Glad is the day not past enough

                                                to disappoint

                                                                        when savored.

            We sup a tasteless brew, and long

                        for thirstless mornings

                                                and nights deprived

                                    of waking.

The ceiling a wall no picture adorns

                        reflects a face dreams

                                                have evacuated.

            Twice mourned, the weary soul

                                                sidles past for libations

                                    some sideboard somewhere

                                                            may provide.

It is snowing again, and few

                                    will notice the rake

                        leaving traces of grass

                                    among the sidewalk cracks,

                        where bare feet will in summer find

                                                                        a pebble or two.

Phillip Tim Williams has had a pretty good life in Richmond, Virginia.

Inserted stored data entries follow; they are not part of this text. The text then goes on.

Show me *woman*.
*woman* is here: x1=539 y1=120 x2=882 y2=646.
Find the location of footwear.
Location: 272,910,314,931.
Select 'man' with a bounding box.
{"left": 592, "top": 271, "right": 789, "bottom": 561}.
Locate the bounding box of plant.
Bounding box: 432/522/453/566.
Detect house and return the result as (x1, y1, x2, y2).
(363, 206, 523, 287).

He makes his living as a masseur, and as a life model for art classes.

Outer-Salt

  By Charley Seattle

my cheek follows
your ribs to the red fist 
of a Jupiter-spot sunset
 
between bodythings—
we’re legged nooses,
wavy puckers
 
of the sound’s exhales—
meaning your spine
curls a blue horizon—
 
meaning the rain
pulls your back beneath
my thorned fingertips
 
& grassy tongue reeds
beg you to break me
through shore. & here
 
darkwash clouds skirt
your bedroom ceiling,
coupled fog orange street-
 
lights bronze uncovered
limbs. our osprey wings.
damp feathers of a thing
 
we might find mercurial
fevers braided in our lungs
but that is not definite
 
or desire which rings
a lazy Saturn at our hips
of impossible: can you choose
 
only one want, is it possible.
i need to know the ospreys
soar sad chords after
 
the metal storm, do they buckle
like tin roofs dipped
by salt-knuckled hail
 
it is safe to want things,
the ineffable, all vague palms
turned up, asking for—

Dear Lola,

By Charely Seattle

we can’t just go on starving in the corner in our satin organza nightie—

lace bandages hem like sugar chainlink, all sweet mesh fence swings

past our knees. what’s woven began thorned with the duskhowls of men.

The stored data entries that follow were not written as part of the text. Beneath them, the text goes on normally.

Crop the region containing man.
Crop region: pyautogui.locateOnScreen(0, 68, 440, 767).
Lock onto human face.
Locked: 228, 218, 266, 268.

nothing for us to knit like rain. oh, Lola. if my voice spoke cotton, instead,

maybe your mist skins wouldn’t purple-stain with our thumbprints—

maybe you would peak from the doorframe of my pearled ribs,

curl a step like clock’s minute tick toward these offered wings. maybe you’d go.

but you say  press your eat to the floorboards. they still murmur

blood’s tiny explosions, anger’s furied metallic writhing circle:

this kettle room boils over landmines and jaws. nothing safe

in toe-ing the grains. listen. and i hear while your thumbnail digs

into that stiff callous on our pinky so often i sometimes don’t notice

our cheeks bit to marbled veins—pretty orchid mouth torn

by its tired roots, your feet bolted to the floor. drywall’s pindrop

holes breathe open       small pupils seep tar and ink and you can’t

move, still, you’re waiting for silence Lola, but it’s on the other side

you say I might drown, statu-ed here, might but this feels better

than walking planked oak’s severed throats. everything burst open

from a paintbrush of wildflowers: hand-mixed vibrancy of familial shed.

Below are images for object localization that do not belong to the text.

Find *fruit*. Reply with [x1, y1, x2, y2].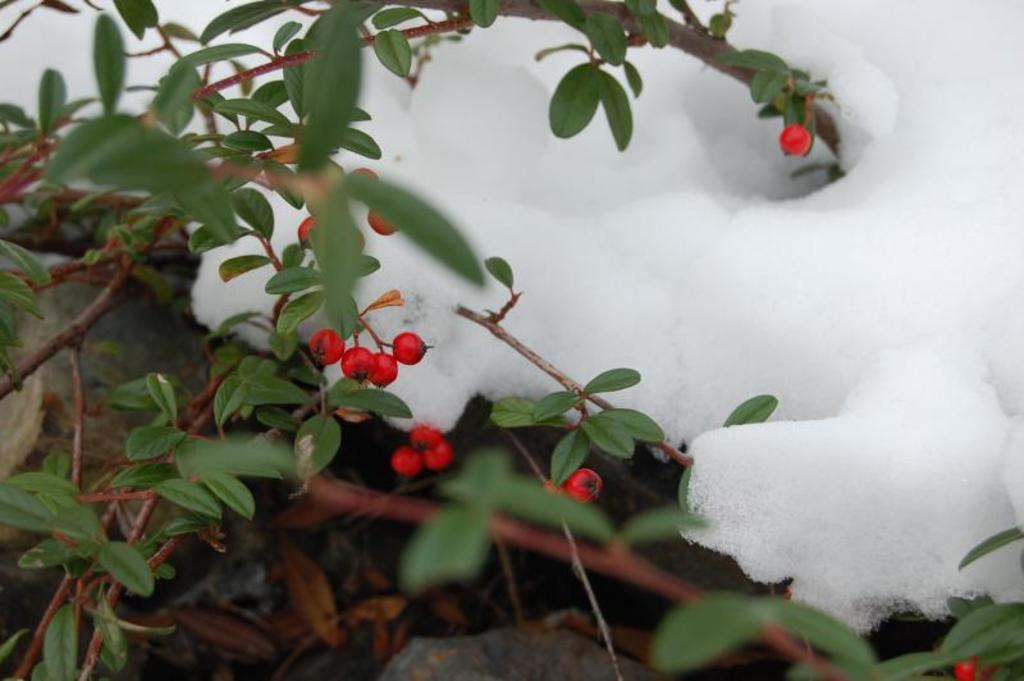
[298, 216, 315, 250].
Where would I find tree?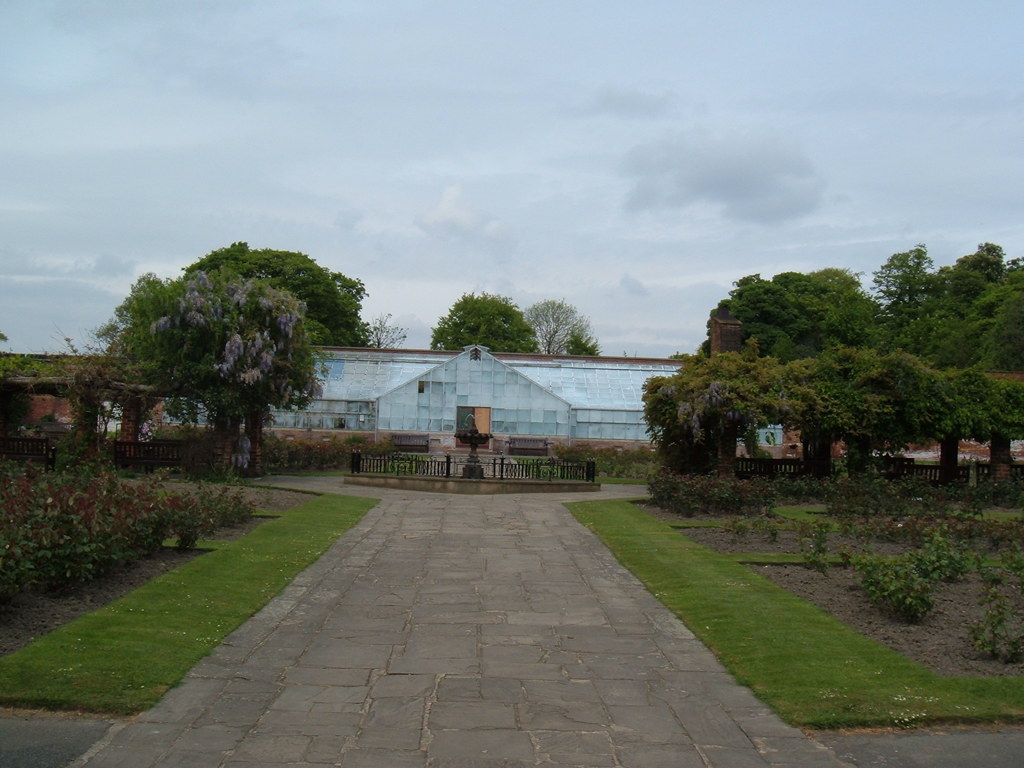
At locate(863, 234, 949, 362).
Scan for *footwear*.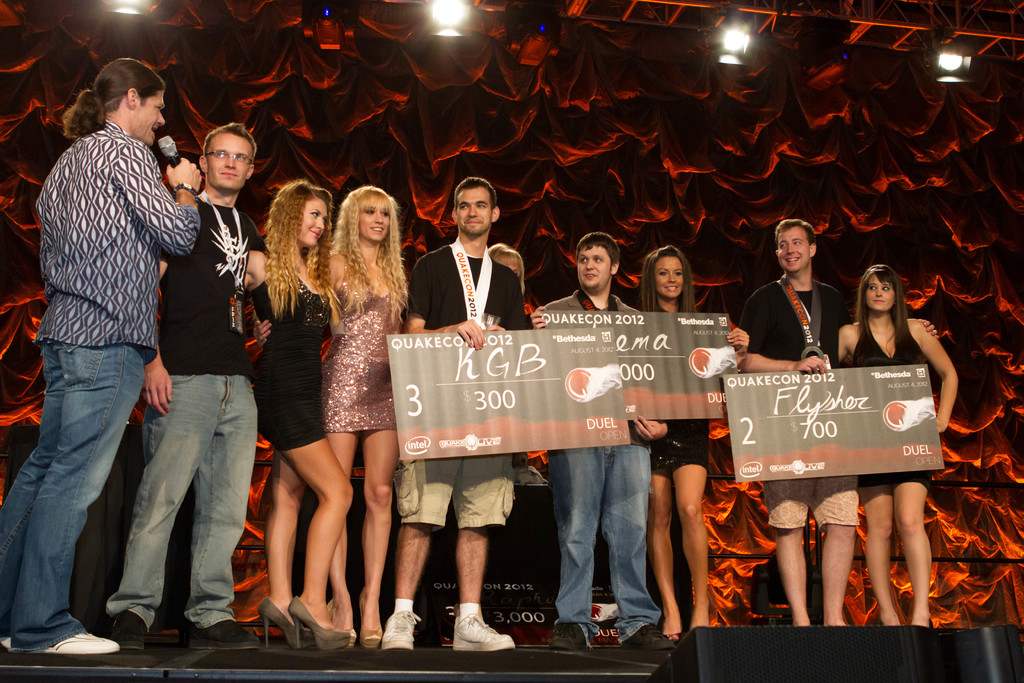
Scan result: rect(548, 620, 582, 655).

i’m safe away, safe when i’m placed away so you don’t try to love me

& make me leave. but you’re there in the doorframe, your head barely to my hip,

wilted halo shoulders       chin blinks to chest   Lola, how do i ask

your deep space eyes, wide star-crossed plates, if they’ll let me feed us?

we are more than our fathers’ pasts:     sweet silver neap tide this side

of a velvet moon. we can find the gentle move. we can share a whole soft teal.

there exists enough body for the weights of our sadness. come here, into my arms.